Handicapping Supreme Court decisions is always a precarious enterprise, particularly on an issue as volatile as gun control, but by all accounts it appears that justices are poised to preserve the individual right to bear arms. How precisely that will impact gun restrictions will not be known until the high court issues a decision on the historic case heard Tuesday.
Lawyers argued before the court as hundreds of sign-toting protesters and gun backers milled about outside the court building. The drama began to unfold a year ago when a lower court declared unconstitutional a 30-year-old Washington, D.C., gun ban.

At issue is whether the Second Amendment provision for the right to bear arms should be interpreted as an individual right or a collective one for "a well regulated militia," meaning, in other words, that people may bear arms only as part of a militia.
Few legal experts expect the conservative-leaning court to take the latter view, despite arguments heard yesterday pointing to gun violence in the capital, where there were 143 gun deaths last year. A more telling statistic: 135 people were killed in firearms violence in 1976, the year the D.C. gun ban was enacted. The law, in other words, accomplishes nothing.
The national homicide rate - about 15,000 annually - is a national disgrace, to be sure. Guns are almost invariably the weapons of choice. But those who insist that gun bans like the one in D.C. are an answer are woefully and perhaps willfully misguided. Those who kill using guns - like those who kill by some other means - trample the law on their way to the ultimate crime. In many cases, killers have obtained firearms illegally and are in the process of committing other crimes.
Stripping people of their legal right to arm themselves against those who care little for the law to begin with would only create more defenseless victims.

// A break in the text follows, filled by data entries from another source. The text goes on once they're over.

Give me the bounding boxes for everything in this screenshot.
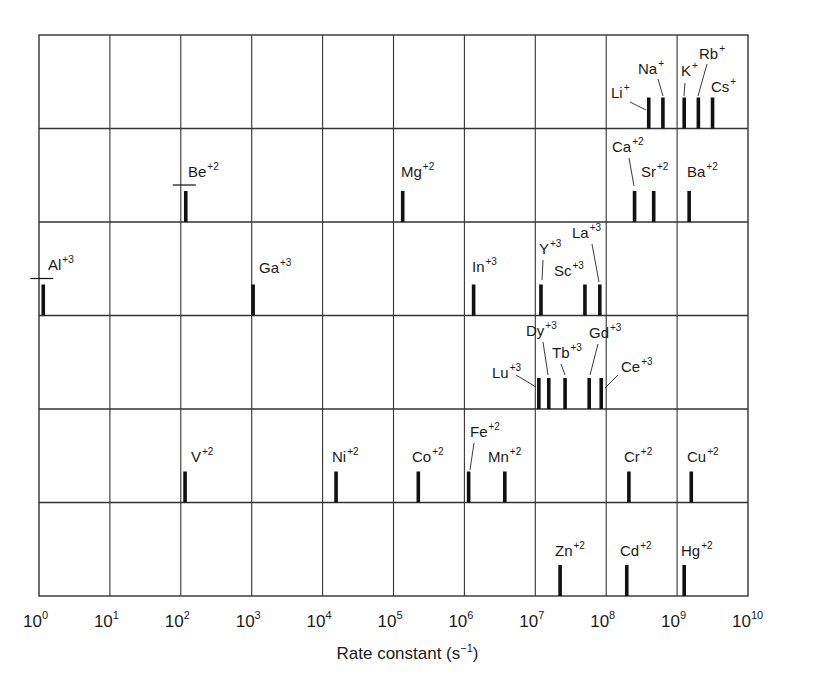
- x-tick-label: 107: [519, 609, 544, 631]
- ion-label-lu: Lu+3: [492, 362, 522, 381]
- ion-label-gd: Gd+3: [589, 322, 622, 341]
- x-tick-label: 103: [236, 609, 261, 631]
- ion-label-zn: Zn+2: [555, 540, 585, 559]
- leader-line-fe: [470, 443, 474, 470]
- ion-label-cd: Cd+2: [620, 540, 652, 559]
- ion-label-mg: Mg+2: [401, 161, 435, 180]
- bar-lu: [537, 378, 541, 409]
- leader-line-ca: [629, 158, 634, 186]
- rate-bars: [30, 98, 714, 597]
- bar-zn: [558, 565, 562, 596]
- bar-sr: [652, 191, 656, 222]
- bar-in: [472, 285, 476, 316]
- bar-cr: [627, 472, 631, 503]
- ion-label-ce: Ce+3: [621, 356, 653, 375]
- bar-ba: [687, 191, 691, 222]
- ion-label-na: Na+: [638, 58, 664, 77]
- ion-label-dy: Dy+3: [526, 320, 557, 339]
- x-tick-label: 105: [378, 609, 403, 631]
- leader-line-dy: [543, 342, 548, 375]
- chart-grid: [39, 35, 748, 596]
- leader-line-ce: [605, 375, 618, 388]
- ion-label-be: Be+2: [188, 161, 219, 180]
- bar-cd: [625, 565, 629, 596]
- ion-label-li: Li+: [611, 82, 630, 101]
- leader-line-y: [542, 260, 543, 280]
- bar-be: [184, 191, 188, 222]
- x-tick-label: 100: [23, 609, 48, 631]
- bar-v: [183, 472, 187, 503]
- bar-ce: [599, 378, 603, 409]
- bar-cu: [689, 472, 693, 503]
- bar-y: [539, 285, 543, 316]
- ion-label-fe: Fe+2: [470, 421, 500, 440]
- bar-cs: [711, 98, 715, 129]
- bar-na: [661, 98, 665, 129]
- bar-ni: [334, 472, 338, 503]
- ion-label-la: La+3: [572, 222, 602, 241]
- ion-label-v: V+2: [191, 446, 214, 465]
- leader-line-na: [658, 79, 663, 96]
- bar-mg: [401, 191, 405, 222]
- bar-k: [682, 98, 686, 129]
- ion-label-al: Al+3: [48, 254, 74, 273]
- bar-hg: [682, 565, 686, 596]
- ion-label-cu: Cu+2: [687, 446, 719, 465]
- bar-gd: [587, 378, 591, 409]
- ion-label-in: In+3: [472, 256, 497, 275]
- ion-label-y: Y+3: [539, 238, 562, 257]
- ion-label-hg: Hg+2: [681, 540, 713, 559]
- bar-tb: [563, 378, 567, 409]
- bar-al: [41, 285, 45, 316]
- bar-co: [417, 472, 421, 503]
- x-tick-label: 1010: [732, 609, 763, 631]
- x-axis-tick-labels: 1001011021031041051061071081091010: [23, 609, 763, 631]
- ion-label-tb: Tb+3: [552, 342, 582, 361]
- leader-line-rb: [698, 64, 707, 96]
- ion-label-ga: Ga+3: [259, 257, 292, 276]
- bar-ga: [251, 285, 255, 316]
- bar-mn: [503, 472, 507, 503]
- ion-label-k: K+: [681, 60, 698, 79]
- ion-label-ca: Ca+2: [612, 136, 644, 155]
- ion-label-sc: Sc+3: [554, 260, 584, 279]
- leader-line-k: [684, 83, 685, 96]
- ion-labels: Li+Na+K+Rb+Cs+Be+2Mg+2Ca+2Sr+2Ba+2Al+3Ga…: [48, 43, 736, 559]
- leader-line-la: [592, 244, 599, 282]
- bar-sc: [583, 285, 587, 316]
- x-tick-label: 104: [307, 609, 332, 631]
- ion-rate-constant-chart: Li+Na+K+Rb+Cs+Be+2Mg+2Ca+2Sr+2Ba+2Al+3Ga…: [0, 0, 815, 690]
- leader-line-lu: [516, 375, 536, 387]
- bar-ca: [633, 191, 637, 222]
- x-tick-label: 108: [590, 609, 615, 631]
- bar-fe: [467, 472, 471, 503]
- bar-la: [598, 285, 602, 316]
- ion-label-ba: Ba+2: [687, 161, 718, 180]
- x-axis-title: Rate constant (s−1): [0, 642, 815, 664]
- bar-rb: [697, 98, 701, 129]
- x-tick-label: 102: [165, 609, 190, 631]
- bar-li: [647, 98, 651, 129]
- leader-line-li: [630, 102, 646, 110]
- leader-line-gd: [590, 344, 598, 375]
- bar-dy: [547, 378, 551, 409]
- ion-label-ni: Ni+2: [332, 446, 359, 465]
- leader-line-tb: [561, 364, 565, 375]
- ion-label-mn: Mn+2: [488, 446, 522, 465]
- ion-label-co: Co+2: [412, 446, 444, 465]
- x-tick-label: 109: [661, 609, 686, 631]
- ion-label-rb: Rb+: [699, 43, 725, 62]
- ion-label-cr: Cr+2: [624, 446, 653, 465]
- x-tick-label: 106: [448, 609, 473, 631]
- x-tick-label: 101: [94, 609, 119, 631]
- ion-label-sr: Sr+2: [641, 161, 669, 180]
- ion-label-cs: Cs+: [711, 76, 736, 95]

Nonetheless, this does not ease the court's dilemma. The founders were concerned about oppressors, not burglars or attackers on urban streets. That is why interpreting the Second Amendment against the backdrop of modernity produces a legal quandary.

Still, no matter how muddled the debate, the spirit of the Second Amendment seems plain. Those who prowl the back alleys and byways of our cities and towns looking to do others harm pose a tyranny all their own. The Second Amendment, we believe, affords innocents the right to defend themselves against criminal as well as imperial oppression.

It also states that the right to bear arms should not be "unreasonably infringed." That raises a whole new array of questions about 'reasonable' restrictions, which appears to be the real mystery regarding how the court will interpret the law in a decision expected in June. The D.C. gun ban in its absolute nature and its almost absolute inefficacy was anything but reasonable.

The court is expected to take that position. We believe it is the right one.